Wednesday, May 23, 2007

Offshore Hypocrisy

Why Is It Always The Dems Who Do This?
Election Year Hypocrisy Hits the Offshore World
History has a way of repeating itself.
Democratic presidential candidate, millionaire John Edwards, is employed as a part-time consultant for a Cayman Islands hedge fund that is paying him US$480,000. Edwards has campaigned, both in 2004 and this year, against the use of offshore tax shelters, and what the Wall Street Journal calls "the supposed rising tide of U.S. inequality and the plight of the American worker."
You might remember that similar hypocrisy was shown in the 2004 presidential campaign. At the time, Democratic candidate John Kerry also denounced American corporations that moved their operations offshore to avoid high corporate taxes in the U.S., which by the way is a completely legal move. One of Kerry's best campaign applause lines is his pledge to end tax breaks for what he calls 'Benedict Arnold' firms that move offshore to places such as Bermuda.
In the Massachusetts senator's case, it turned out that not only did he have a trust fund in the Cayman Islands, his wife, Teresa, invested offshore. She earned a tidy profit by investing in one of the U.S. companies that had moved offshore to cut taxes. She made as much as US$200,000 in 2002 by selling shares in Ingersoll Rand, after it relocated to Bermuda the year before.
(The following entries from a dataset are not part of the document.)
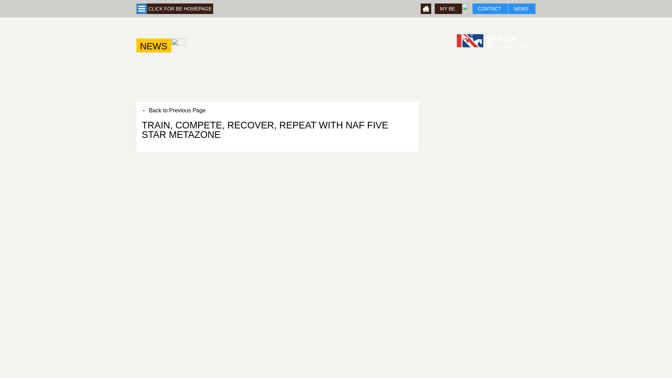 This screenshot has height=378, width=672. What do you see at coordinates (521, 8) in the screenshot?
I see `NEWS` at bounding box center [521, 8].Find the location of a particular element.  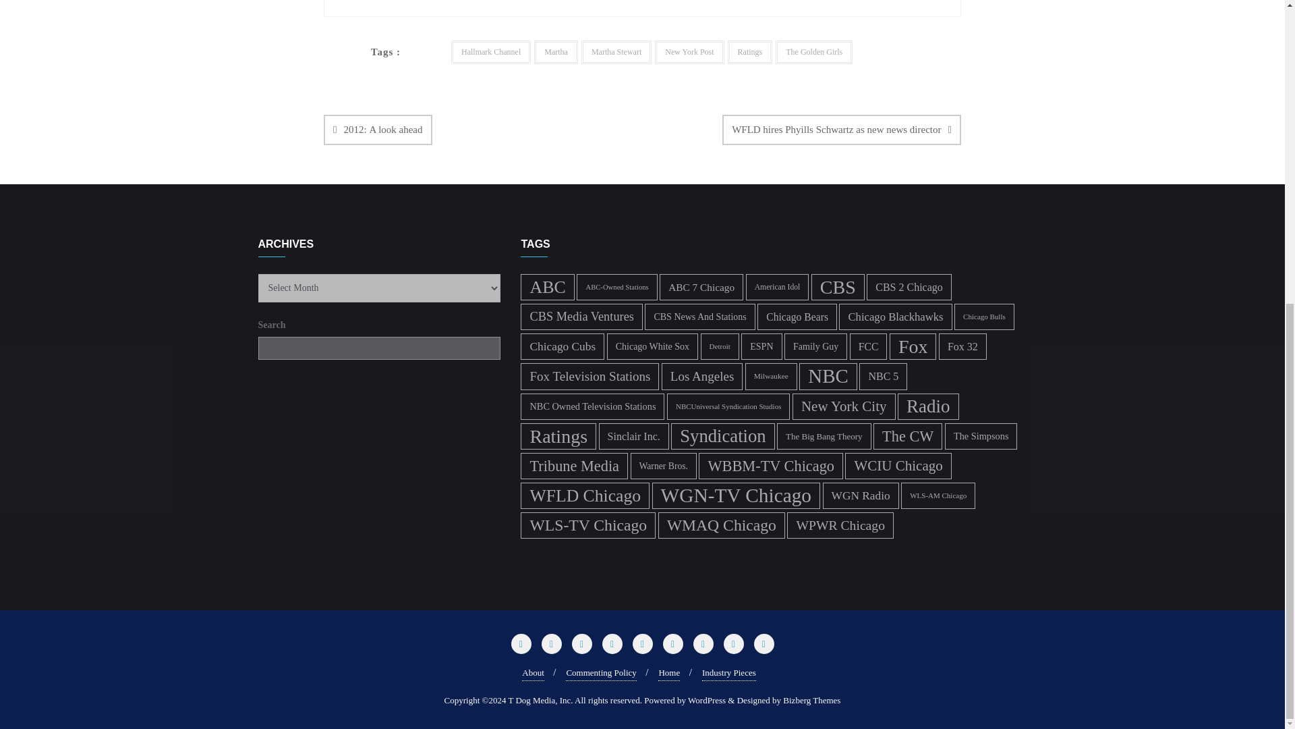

I have commented several times recently about offshore tax havens having been made a whipping boy for liberal senators such as Levin and Dorgan. Both of these senators have introduced blacklist legislation that paints tax havens as places where Americans evade taxes. It looks as if this attack will be a staple of presidential politics as well.
Forewarned is forearmed...now might be the time to take advantage of opportunities offshore, while you still can.